In the Alsace region of France, one company, H-énergie, has come up with a solution: a mobile granulator that visits farmers and helps reduce the need for travel.

"For the environment, the fact that the granulator is mobile is advantageous, because it reduces the need for transport – raw materials can be processed on location rather than at a factory," H-énergie co-inventor Xavier Remond told CNBC's Sustainable Energy.

He said that previously, the by-products of agricultural processes were left to decompose – but now they're reused.

"It's advantageous because we go to a farmer, for example, and transform the raw materials that he has stored there. Otherwise, they wouldn't be used," Remond added.

Winemaker Xavier Muller says he has directly benefited from the service offered by H-énergie.

"It's true that, since this mobile granulator exists, it's a lot easier as it's the company that comes to me and transforms my wood into granules that I can use in my wood burner," he said.

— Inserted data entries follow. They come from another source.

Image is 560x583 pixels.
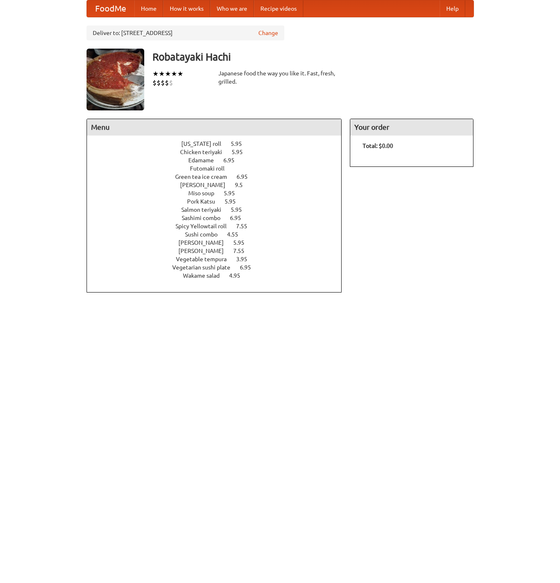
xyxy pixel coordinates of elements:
[181,140,229,147] span: [US_STATE] roll
[233,239,252,246] span: 5.95
[231,149,251,155] span: 5.95
[218,69,342,86] div: Japanese food the way you like it. Fast, fresh, grilled.
[175,223,235,229] span: Spicy Yellowtail roll
[439,0,465,17] a: Help
[185,231,226,238] span: Sushi combo
[350,119,473,136] h4: Your order
[163,0,210,17] a: How it works
[236,256,255,262] span: 3.95
[187,198,223,205] span: Pork Katsu
[175,173,235,180] span: Green tea ice cream
[233,248,252,254] span: 7.55
[165,78,169,87] li: $
[236,223,255,229] span: 7.55
[180,149,230,155] span: Chicken teriyaki
[86,26,284,40] div: Deliver to: [STREET_ADDRESS]
[178,239,232,246] span: [PERSON_NAME]
[188,190,222,196] span: Miso soup
[231,140,250,147] span: 5.95
[210,0,254,17] a: Who we are
[176,256,235,262] span: Vegetable tempura
[236,173,256,180] span: 6.95
[178,239,259,246] a: [PERSON_NAME] 5.95
[190,165,248,172] a: Futomaki roll
[227,231,246,238] span: 4.55
[258,29,278,37] a: Change
[188,157,222,164] span: Edamame
[224,198,244,205] span: 5.95
[223,157,243,164] span: 6.95
[181,140,257,147] a: [US_STATE] roll 5.95
[180,182,234,188] span: [PERSON_NAME]
[183,272,255,279] a: Wakame salad 4.95
[172,264,238,271] span: Vegetarian sushi plate
[86,49,144,110] img: angular.jpg
[169,78,173,87] li: $
[175,223,262,229] a: Spicy Yellowtail roll 7.55
[182,215,229,221] span: Sashimi combo
[185,231,253,238] a: Sushi combo 4.55
[187,198,251,205] a: Pork Katsu 5.95
[152,49,474,65] h3: Robatayaki Hachi
[172,264,266,271] a: Vegetarian sushi plate 6.95
[231,206,250,213] span: 5.95
[152,69,159,78] li: ★
[176,256,262,262] a: Vegetable tempura 3.95
[235,182,251,188] span: 9.5
[229,272,248,279] span: 4.95
[183,272,228,279] span: Wakame salad
[182,215,256,221] a: Sashimi combo 6.95
[240,264,259,271] span: 6.95
[159,69,165,78] li: ★
[178,248,232,254] span: [PERSON_NAME]
[181,206,229,213] span: Salmon teriyaki
[230,215,249,221] span: 6.95
[254,0,303,17] a: Recipe videos
[178,248,259,254] a: [PERSON_NAME] 7.55
[87,119,341,136] h4: Menu
[362,143,393,149] b: Total: $0.00
[161,78,165,87] li: $
[180,182,258,188] a: [PERSON_NAME] 9.5
[188,190,250,196] a: Miso soup 5.95
[165,69,171,78] li: ★
[175,173,263,180] a: Green tea ice cream 6.95
[188,157,250,164] a: Edamame 6.95
[224,190,243,196] span: 5.95
[171,69,177,78] li: ★
[157,78,161,87] li: $
[177,69,183,78] li: ★
[152,78,157,87] li: $
[180,149,258,155] a: Chicken teriyaki 5.95
[134,0,163,17] a: Home
[181,206,257,213] a: Salmon teriyaki 5.95
[190,165,233,172] span: Futomaki roll
[87,0,134,17] a: FoodMe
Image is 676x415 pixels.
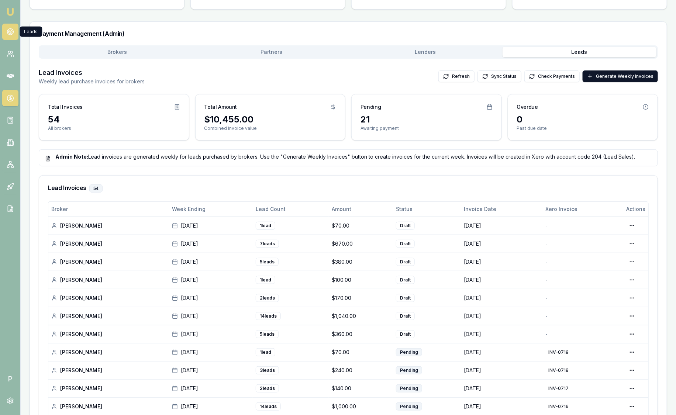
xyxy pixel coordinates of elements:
h3: Lead Invoices [48,184,648,193]
div: 2 lead s [256,294,279,302]
div: $70.00 [332,348,390,356]
span: - [545,240,547,247]
p: All brokers [48,125,180,131]
th: Invoice Date [461,202,542,216]
div: $240.00 [332,367,390,374]
div: [DATE] [172,294,250,302]
button: Generate Weekly Invoices [582,70,658,82]
div: $100.00 [332,276,390,284]
div: [DATE] [172,258,250,266]
div: Leads [20,27,42,37]
div: Draft [396,294,415,302]
div: [PERSON_NAME] [51,276,166,284]
div: [PERSON_NAME] [51,294,166,302]
div: [PERSON_NAME] [51,258,166,266]
div: [PERSON_NAME] [51,403,166,410]
h3: Lead Invoices [39,67,145,78]
button: Partners [194,47,348,57]
div: [PERSON_NAME] [51,330,166,338]
h3: Pending [360,103,381,111]
div: 54 [48,114,180,125]
div: 1 lead [256,222,275,230]
td: [DATE] [461,271,542,289]
button: INV-0717 [545,382,571,394]
h3: Total Amount [204,103,237,111]
span: - [545,277,547,283]
p: Combined invoice value [204,125,336,131]
button: Brokers [40,47,194,57]
p: Weekly lead purchase invoices for brokers [39,78,145,85]
div: 54 [89,184,103,193]
div: $170.00 [332,294,390,302]
th: Actions [623,202,648,216]
div: 0 [517,114,649,125]
td: [DATE] [461,307,542,325]
button: Lenders [348,47,502,57]
td: [DATE] [461,325,542,343]
div: $360.00 [332,330,390,338]
div: [PERSON_NAME] [51,367,166,374]
div: [DATE] [172,403,250,410]
div: [DATE] [172,385,250,392]
div: [DATE] [172,276,250,284]
div: Draft [396,240,415,248]
div: [DATE] [172,348,250,356]
button: Leads [502,47,656,57]
div: 3 lead s [256,366,279,374]
div: 1 lead [256,276,275,284]
div: [DATE] [172,312,250,320]
td: [DATE] [461,379,542,397]
div: [DATE] [172,222,250,229]
div: [DATE] [172,367,250,374]
div: [PERSON_NAME] [51,240,166,247]
div: 1 lead [256,348,275,356]
div: [PERSON_NAME] [51,385,166,392]
h3: Overdue [517,103,538,111]
div: 21 [360,114,492,125]
th: Week Ending [169,202,253,216]
div: Pending [396,348,422,356]
div: Lead invoices are generated weekly for leads purchased by brokers. Use the "Generate Weekly Invoi... [45,153,651,160]
span: - [545,313,547,319]
h3: Payment Management (Admin) [39,31,658,37]
button: Sync Status [477,70,521,82]
div: 5 lead s [256,330,278,338]
th: Xero Invoice [542,202,623,216]
button: Check Payments [524,70,579,82]
td: [DATE] [461,216,542,235]
img: emu-icon-u.png [6,7,15,16]
div: 2 lead s [256,384,279,392]
div: Pending [396,402,422,410]
div: [PERSON_NAME] [51,312,166,320]
th: Status [393,202,461,216]
td: [DATE] [461,253,542,271]
div: Draft [396,258,415,266]
div: Draft [396,276,415,284]
button: INV-0716 [545,400,571,412]
div: Draft [396,312,415,320]
div: [DATE] [172,240,250,247]
span: - [545,222,547,229]
div: $140.00 [332,385,390,392]
div: $1,000.00 [332,403,390,410]
td: [DATE] [461,289,542,307]
span: - [545,259,547,265]
th: Amount [329,202,393,216]
div: 14 lead s [256,312,281,320]
strong: Admin Note: [55,153,88,160]
div: [PERSON_NAME] [51,348,166,356]
th: Broker [48,202,169,216]
td: [DATE] [461,361,542,379]
td: [DATE] [461,343,542,361]
button: INV-0718 [545,364,571,376]
div: $10,455.00 [204,114,336,125]
span: - [545,295,547,301]
div: Pending [396,366,422,374]
div: $670.00 [332,240,390,247]
span: - [545,331,547,337]
span: P [2,371,18,387]
div: $70.00 [332,222,390,229]
th: Lead Count [253,202,329,216]
div: Draft [396,222,415,230]
button: INV-0719 [545,346,571,358]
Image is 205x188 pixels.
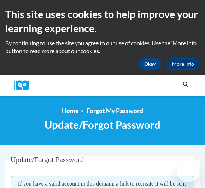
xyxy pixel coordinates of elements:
[44,118,160,131] span: Update/Forgot Password
[176,159,199,182] iframe: Button to launch messaging window
[62,107,78,114] a: Home
[138,58,161,69] button: Okay
[14,80,35,91] img: Logo brand
[5,7,199,36] h2: This site uses cookies to help improve your learning experience.
[86,107,143,114] span: Forgot My Password
[11,155,84,164] span: Update/Forgot Password
[5,39,199,55] p: By continuing to use the site you agree to our use of cookies. Use the ‘More info’ button to read...
[180,80,190,89] button: Search
[14,80,35,91] a: Cox Campus
[166,58,199,69] a: More Info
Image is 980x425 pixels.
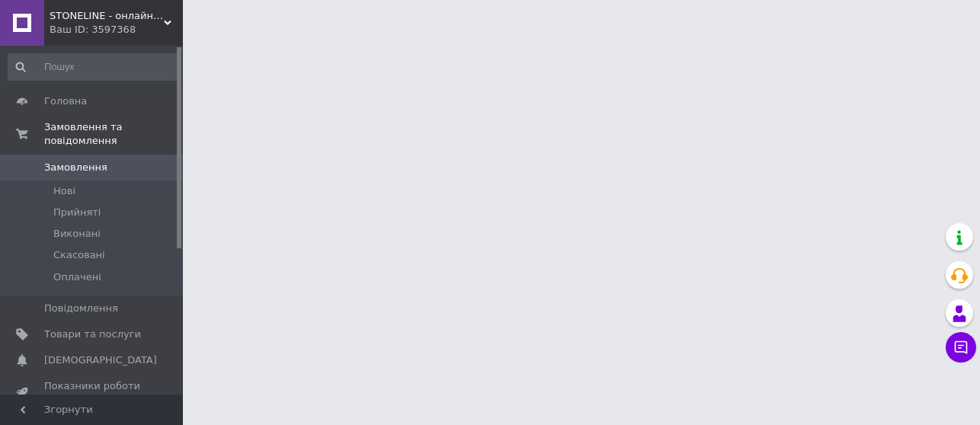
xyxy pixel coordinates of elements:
[53,271,101,284] span: Оплачені
[8,53,179,81] input: Пошук
[49,9,164,23] span: STONELINE - онлайн-магазин алмазного інструменту для обробки каменю
[44,380,141,407] span: Показники роботи компанії
[53,184,75,198] span: Нові
[44,120,183,147] span: Замовлення та повідомлення
[44,354,157,367] span: [DEMOGRAPHIC_DATA]
[53,226,100,241] span: Виконані
[44,302,118,315] span: Повідомлення
[53,249,105,262] span: Скасовані
[44,328,141,341] span: Товари та послуги
[946,332,976,362] button: Чат з покупцем
[53,205,100,220] span: Прийняті
[44,94,87,108] span: Головна
[49,23,183,37] div: Ваш ID: 3597368
[44,161,107,174] span: Замовлення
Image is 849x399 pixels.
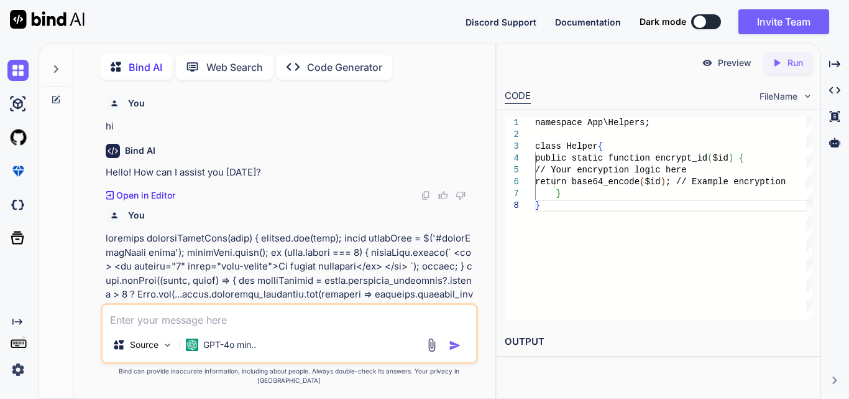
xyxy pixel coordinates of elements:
[206,60,263,75] p: Web Search
[505,129,519,141] div: 2
[466,16,537,29] button: Discord Support
[535,118,650,127] span: namespace App\Helpers;
[505,164,519,176] div: 5
[557,188,562,198] span: }
[535,153,708,163] span: public static function encrypt_id
[425,338,439,352] img: attachment
[497,327,821,356] h2: OUTPUT
[128,97,145,109] h6: You
[555,17,621,27] span: Documentation
[101,366,478,385] p: Bind can provide inaccurate information, including about people. Always double-check its answers....
[7,160,29,182] img: premium
[466,17,537,27] span: Discord Support
[186,338,198,351] img: GPT-4o mini
[449,339,461,351] img: icon
[739,153,744,163] span: {
[505,188,519,200] div: 7
[505,117,519,129] div: 1
[729,153,734,163] span: )
[803,91,813,101] img: chevron down
[535,177,640,187] span: return base64_encode
[739,9,830,34] button: Invite Team
[702,57,713,68] img: preview
[128,209,145,221] h6: You
[598,141,603,151] span: {
[535,165,687,175] span: // Your encryption logic here
[505,152,519,164] div: 4
[640,16,687,28] span: Dark mode
[535,200,540,210] span: }
[555,16,621,29] button: Documentation
[645,177,660,187] span: $id
[162,340,173,350] img: Pick Models
[421,190,431,200] img: copy
[130,338,159,351] p: Source
[7,93,29,114] img: ai-studio
[713,153,729,163] span: $id
[10,10,85,29] img: Bind AI
[106,119,476,134] p: hi
[661,177,666,187] span: )
[640,177,645,187] span: (
[788,57,803,69] p: Run
[129,60,162,75] p: Bind AI
[438,190,448,200] img: like
[106,165,476,180] p: Hello! How can I assist you [DATE]?
[7,194,29,215] img: darkCloudIdeIcon
[125,144,155,157] h6: Bind AI
[203,338,256,351] p: GPT-4o min..
[7,359,29,380] img: settings
[535,141,598,151] span: class Helper
[760,90,798,103] span: FileName
[7,60,29,81] img: chat
[505,200,519,211] div: 8
[505,89,531,104] div: CODE
[116,189,175,201] p: Open in Editor
[7,127,29,148] img: githubLight
[505,176,519,188] div: 6
[708,153,713,163] span: (
[505,141,519,152] div: 3
[307,60,382,75] p: Code Generator
[456,190,466,200] img: dislike
[718,57,752,69] p: Preview
[666,177,786,187] span: ; // Example encryption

"It saves a lot of transport and allows me to make use of the diseased vine shoots I would otherwise have to destroy."

This comes at a time when the popularity of biomass is growing. Consumption of biomass energy increased by over 60 percent between 2002 and 2013, according to the U.S. Energy Information Administration, with biomass in 2013 accounting for around half of all renewable energy consumed and 5 percent of energy in the U.S.